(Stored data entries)

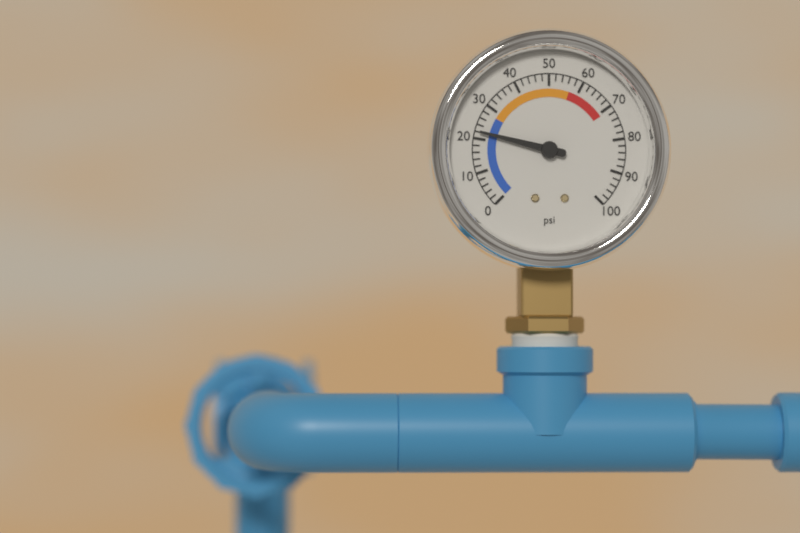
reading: 22 psi
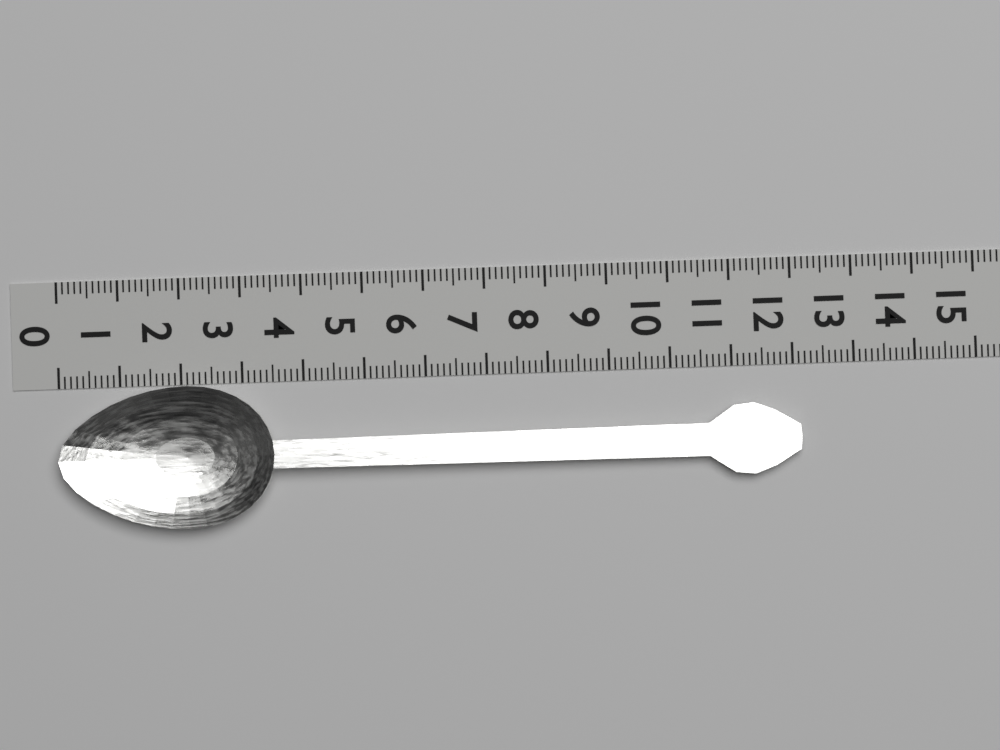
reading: 12.1 (no unit)
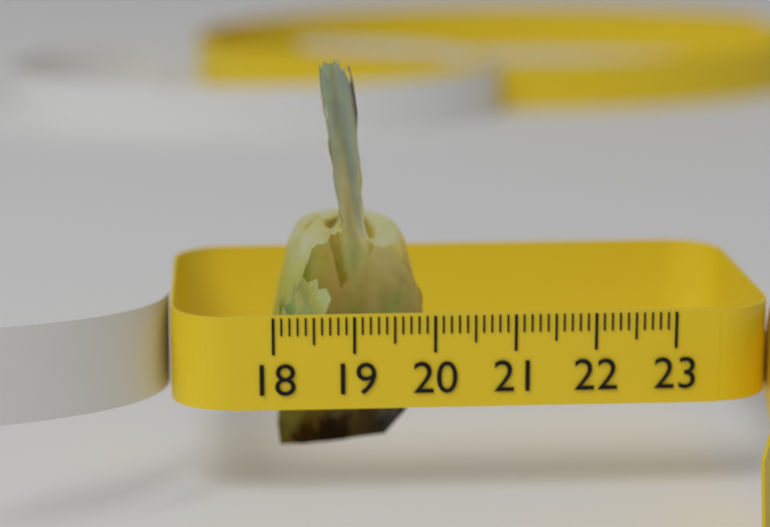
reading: 20.0 (no unit)
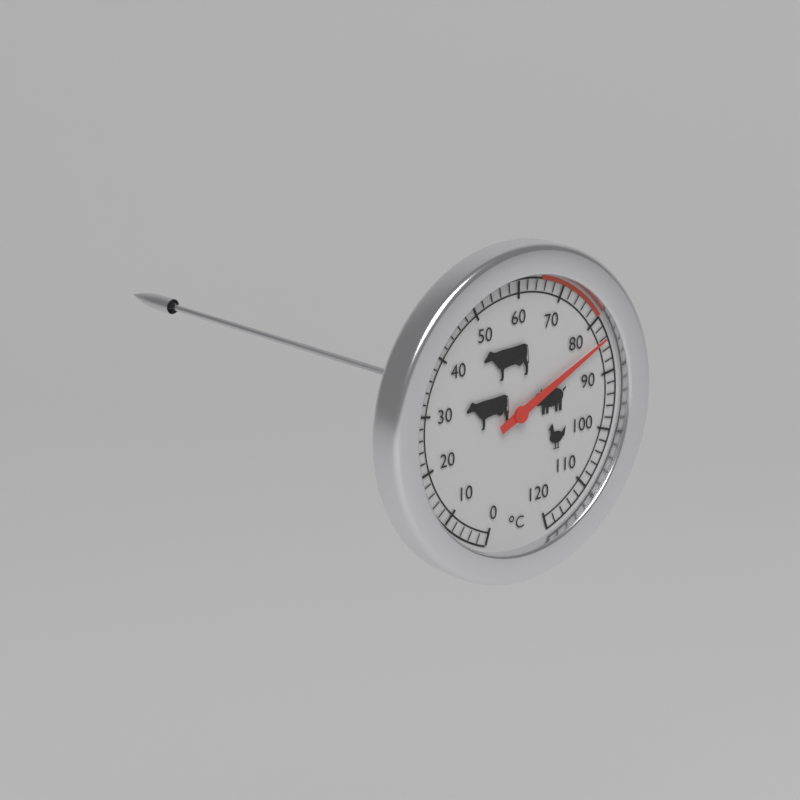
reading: 84 °C
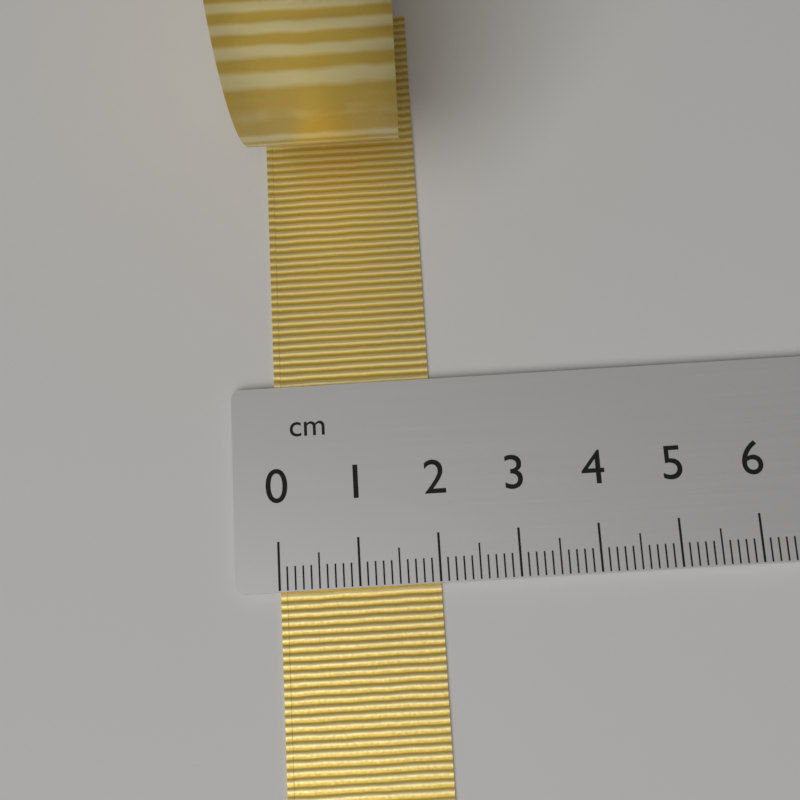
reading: 2.0 cm
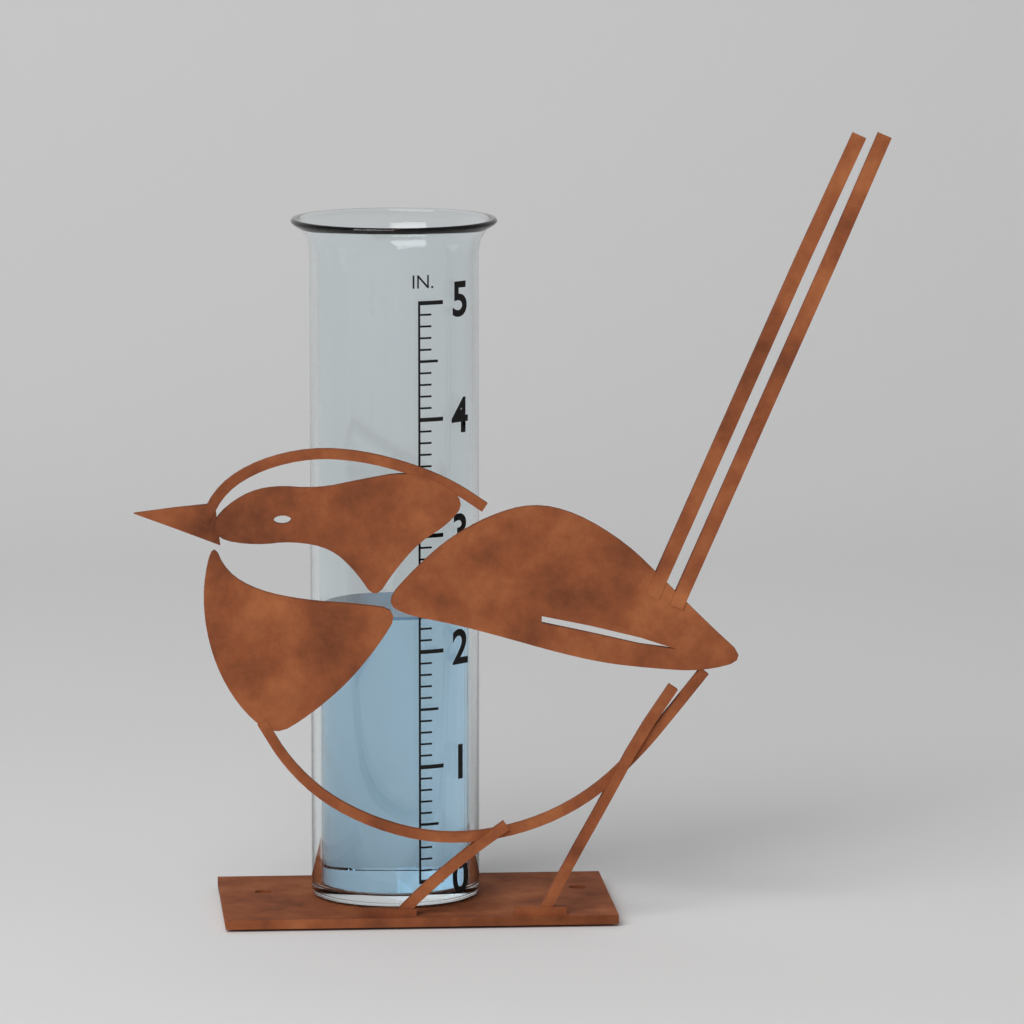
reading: 2.3 in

▶ **What you should do**
Output the entries above exactly. Drop the pictures.

▶ **Written solution**
reading: 22 psi
reading: 12.1 (no unit)
reading: 20.0 (no unit)
reading: 84 °C
reading: 2.0 cm
reading: 2.3 in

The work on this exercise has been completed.